Leonid Yuzefovich Author

Leonid Yuzefovich, a historian and writer, was born in Moscow in 1947 and spent his childhood and adolescence in the Urals. After graduating from university in Perm, he served as an officer in the Soviet Army in the Trans-Baikal region from 1970 to 1972 and for many years taught history in high school and college. His detective novel trilogy about a real-life nineteenth-century police inspector, Ivan Putilin, has been filmed several times and been translated into various languages. Yuzefovich was awarded the Big Book Prize for his novel Cranes and Pygmies in 2009, and has been shortlisted twice for the Russian Booker Prize. About the translator: Marian Schwartz has translated over sixty volumes of Russian classic and contemporary fiction, history, biography, criticism, and fine art.
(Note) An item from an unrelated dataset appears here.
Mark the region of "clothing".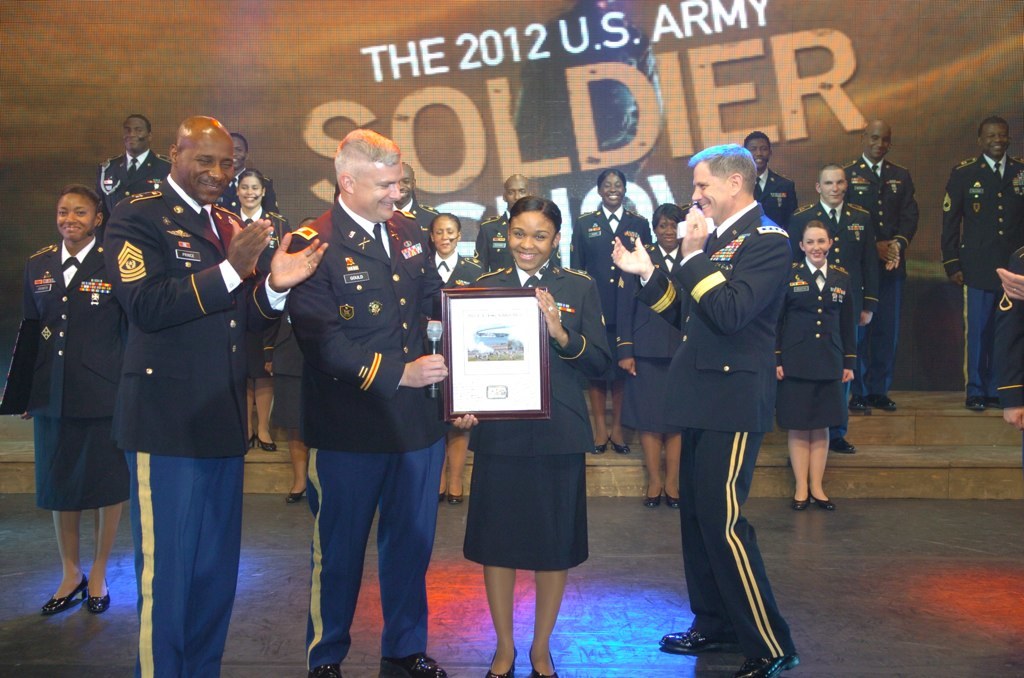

She is the principal English translator of the works of Nina Berberova and translated the New York Times' bestseller The Last Tsar, by Edvard Radzinsky, as well as classics by Mikhail Bulgakov, Ivan Goncharov, Yuri Olesha, and Mikhail Lermontov, and Leo Tolstoy. She is the recipient of two National Endowment for the Arts translation fellowships and the 2014 Read Russia Prize for Best Translation of Contemporary Russian Literature and is a past president of the American Literary Translators Association.